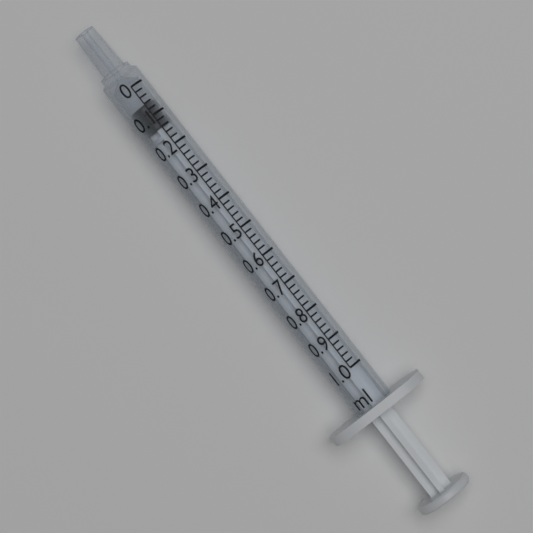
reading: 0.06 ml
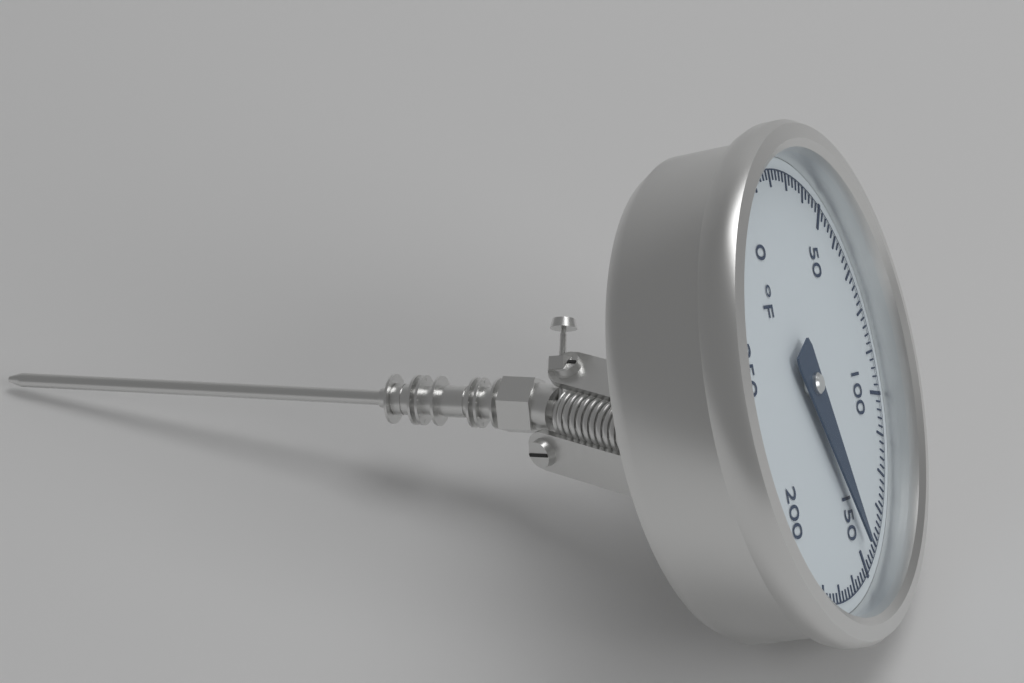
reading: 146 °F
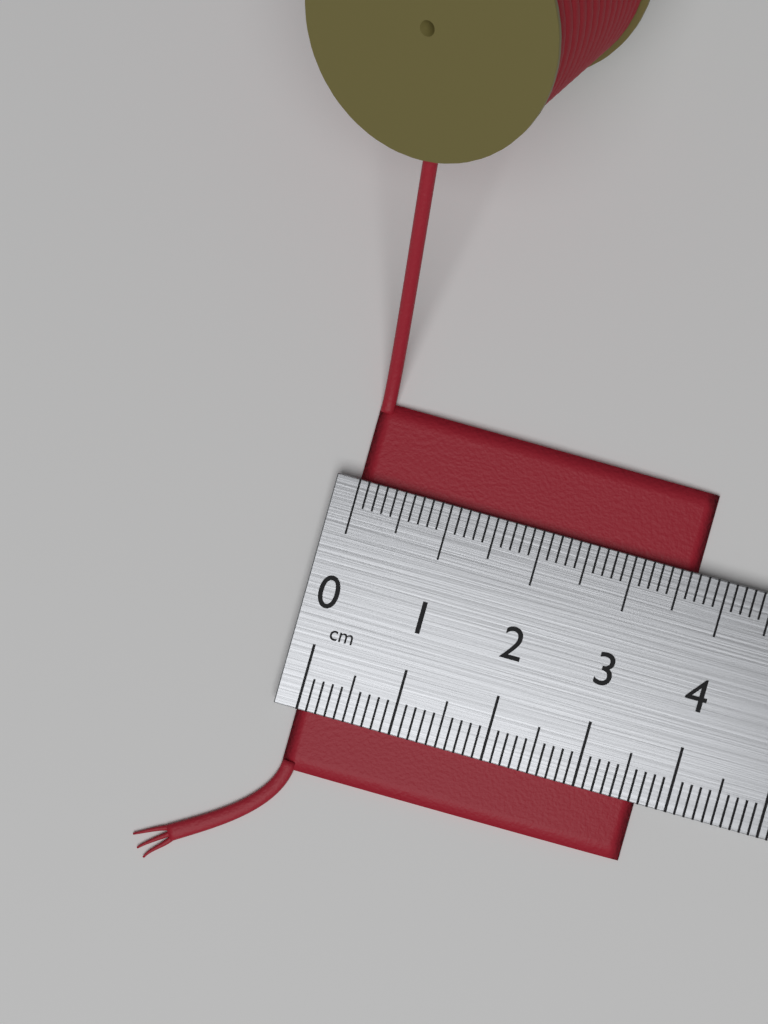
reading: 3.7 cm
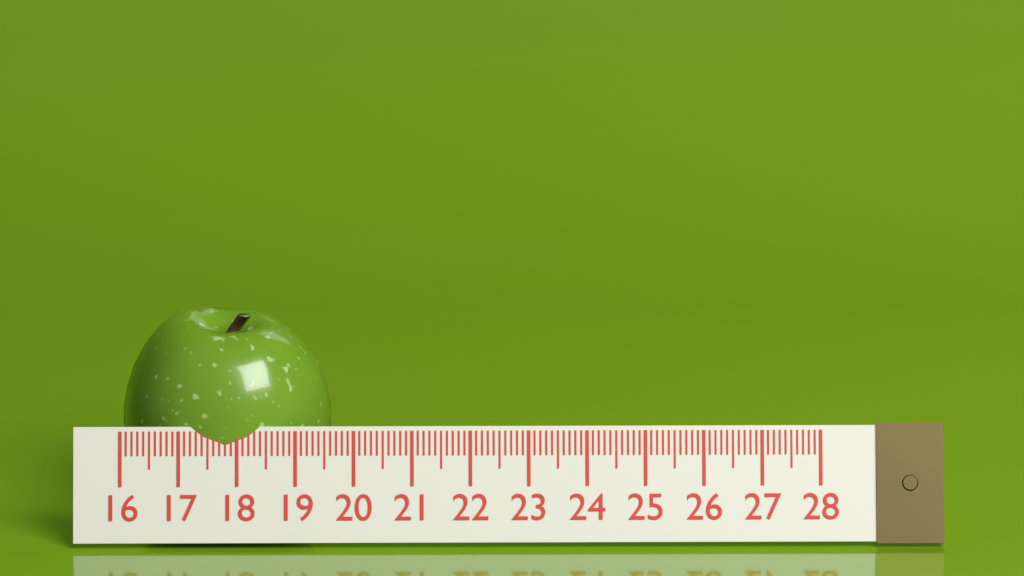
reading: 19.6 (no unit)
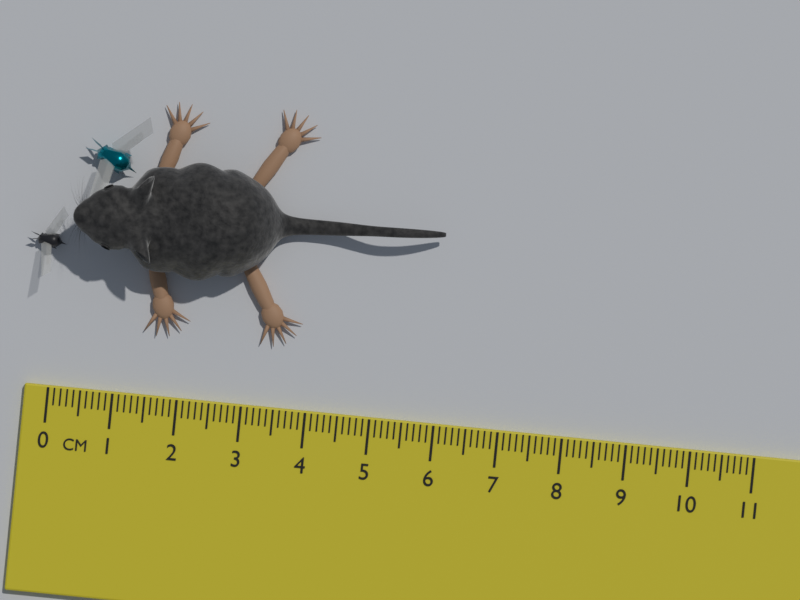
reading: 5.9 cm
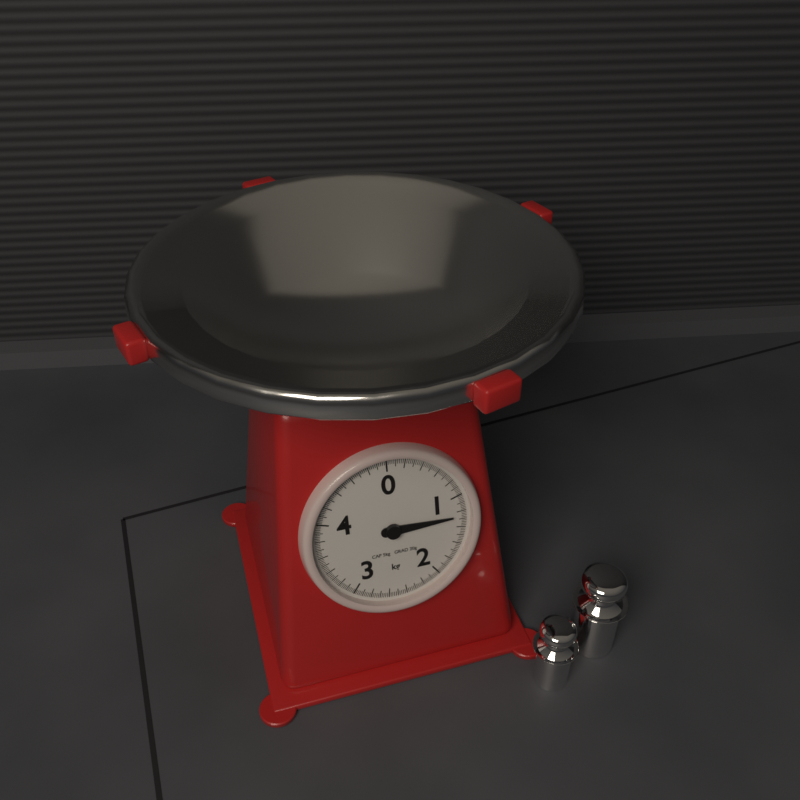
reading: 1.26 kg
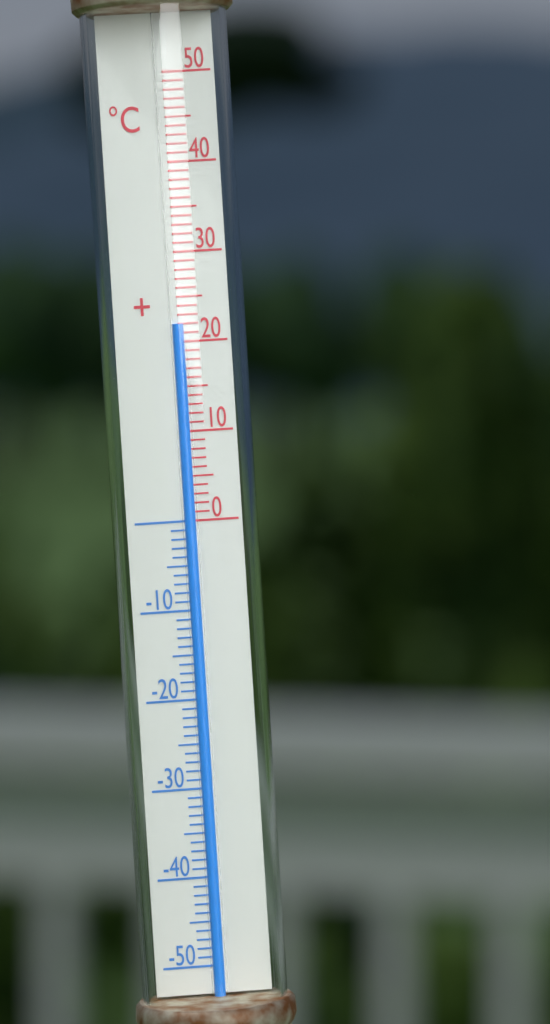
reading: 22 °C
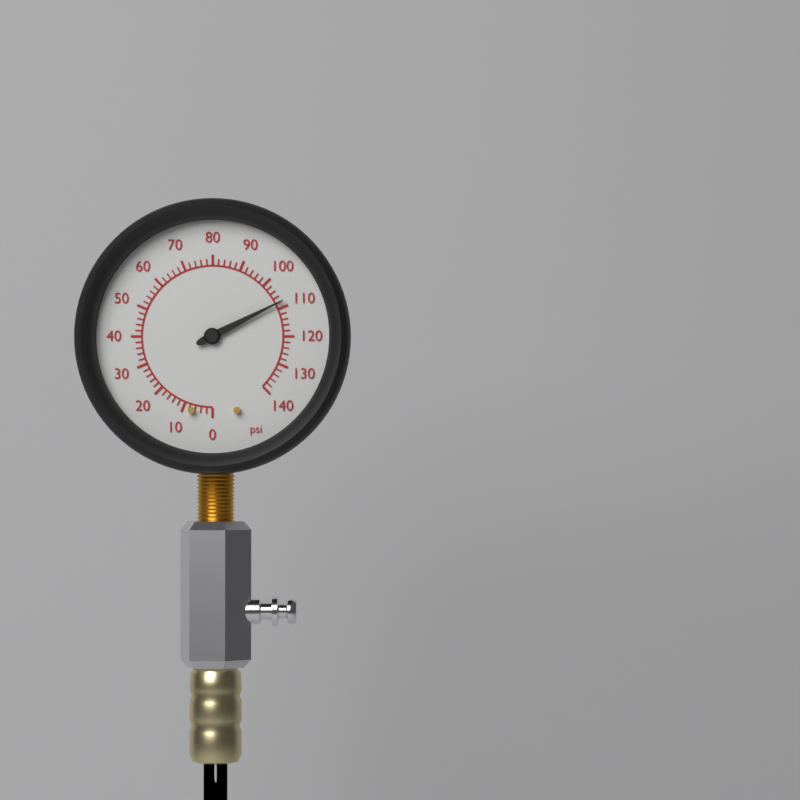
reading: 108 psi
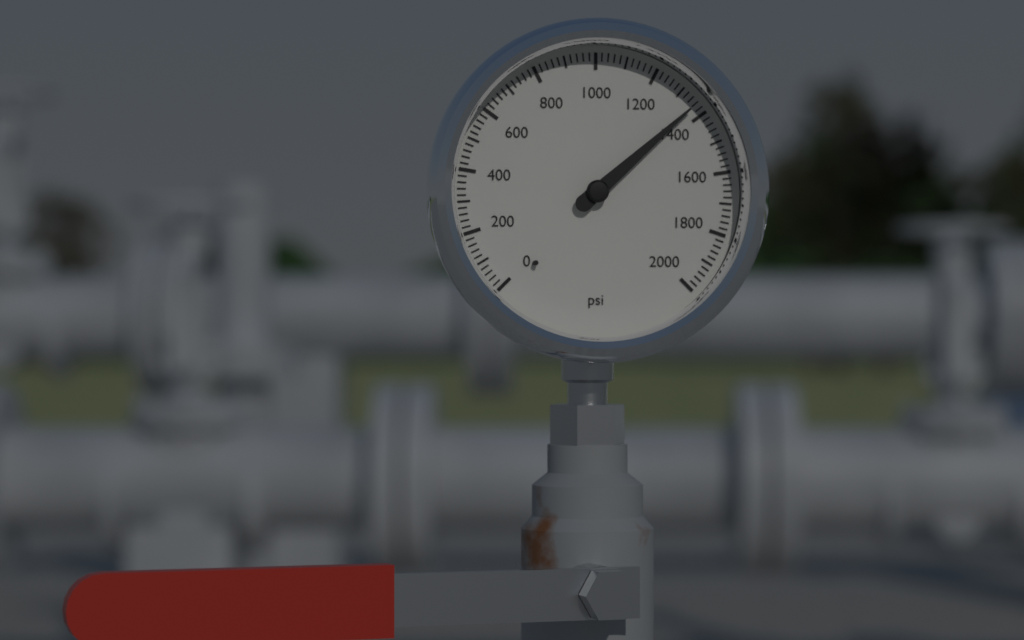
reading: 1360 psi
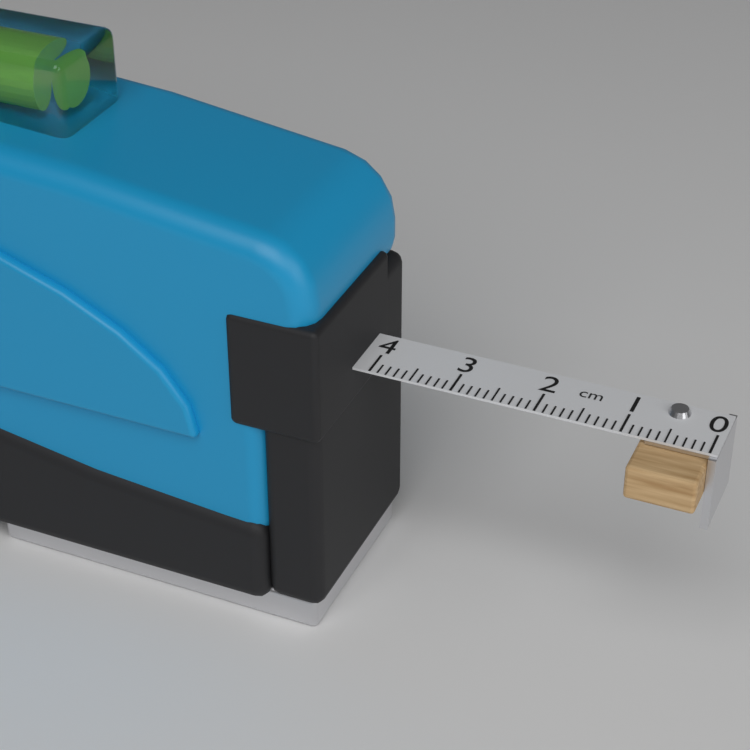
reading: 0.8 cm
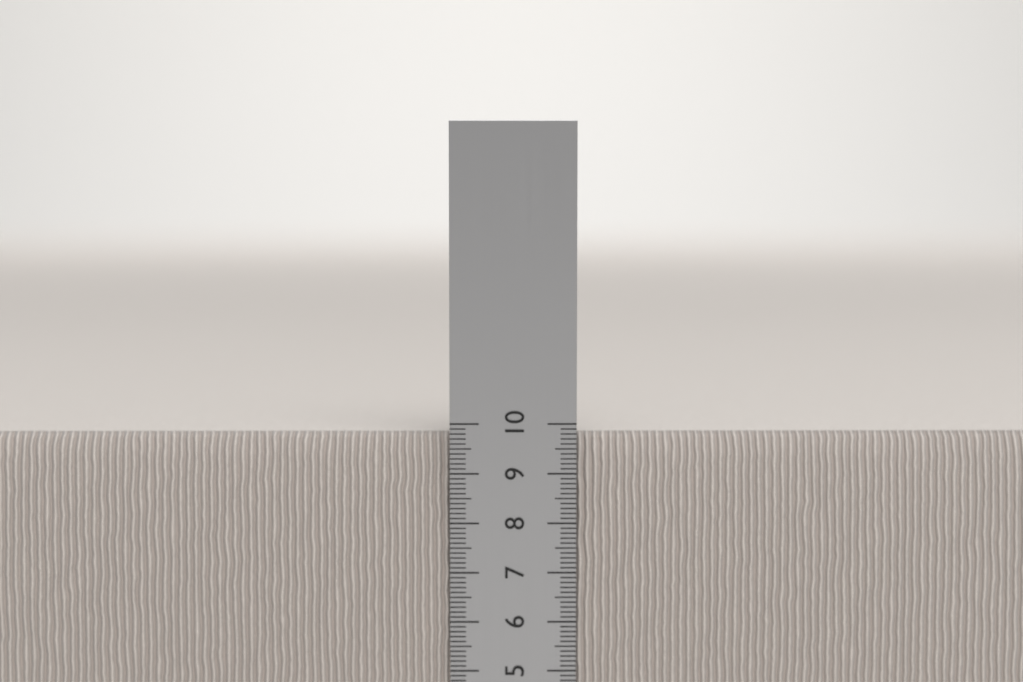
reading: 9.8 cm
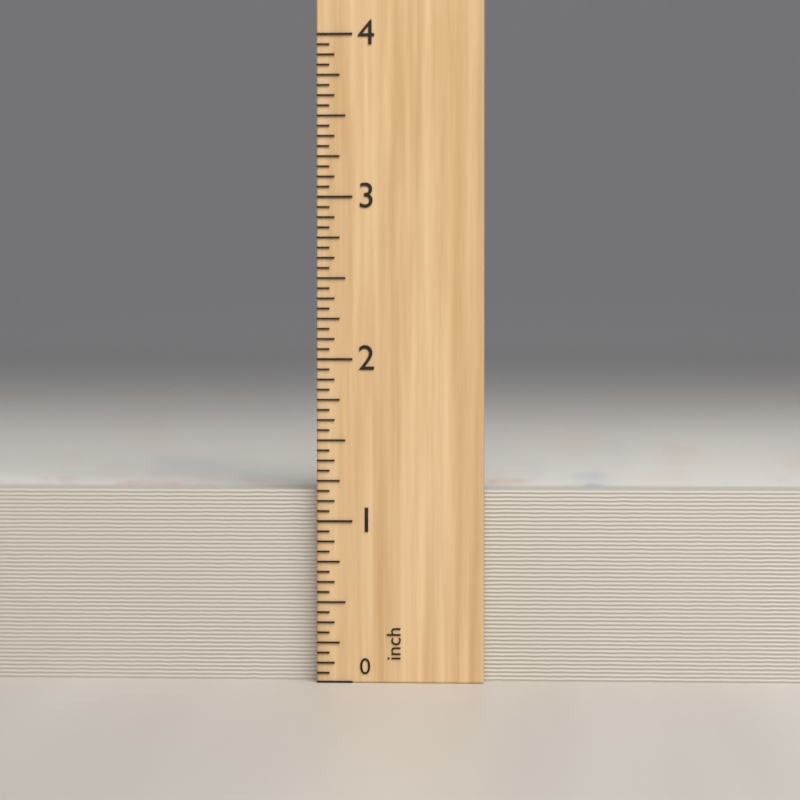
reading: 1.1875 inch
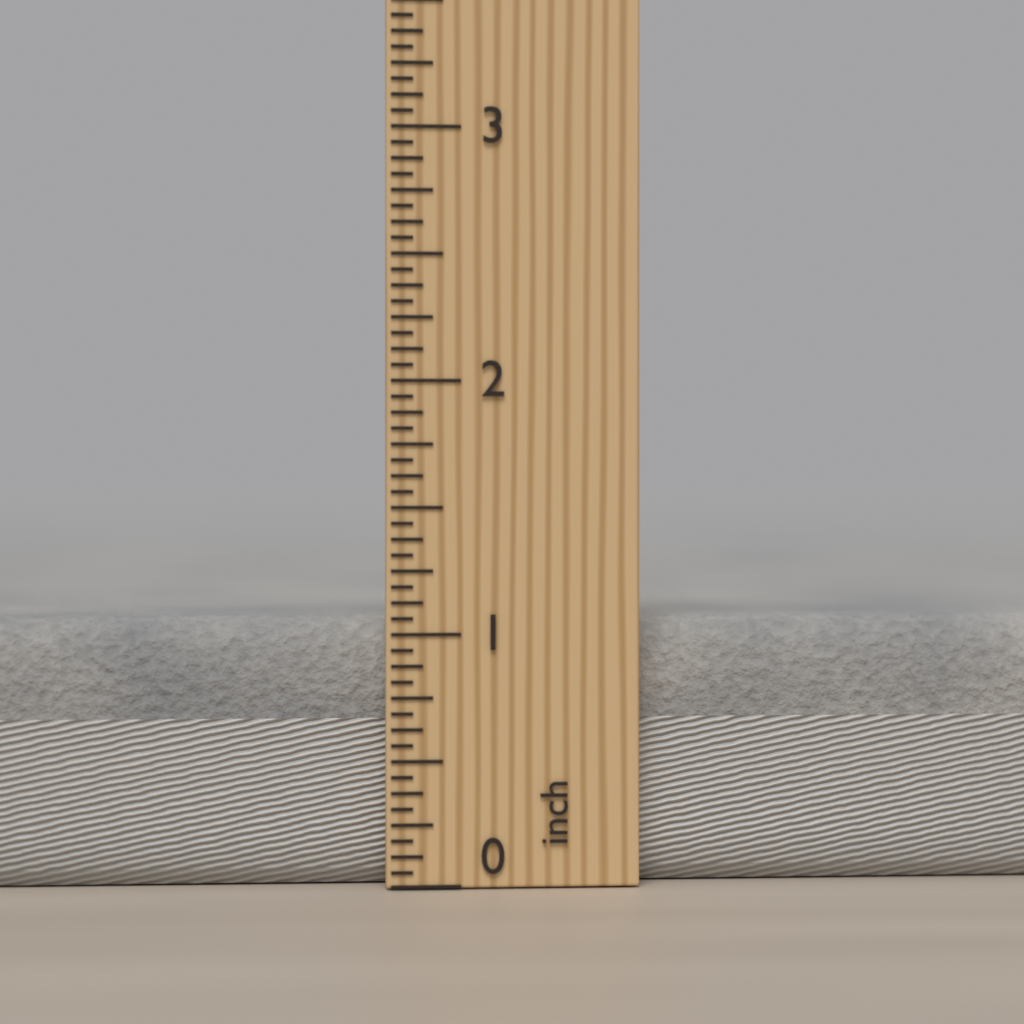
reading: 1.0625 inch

________________

**Work task**
In your copy, every entry above must match word for word, and no picture may appear.

**Answer to this problem**
reading: 0.06 ml
reading: 146 °F
reading: 3.7 cm
reading: 19.6 (no unit)
reading: 5.9 cm
reading: 1.26 kg
reading: 22 °C
reading: 108 psi
reading: 1360 psi
reading: 0.8 cm
reading: 9.8 cm
reading: 1.1875 inch
reading: 1.0625 inch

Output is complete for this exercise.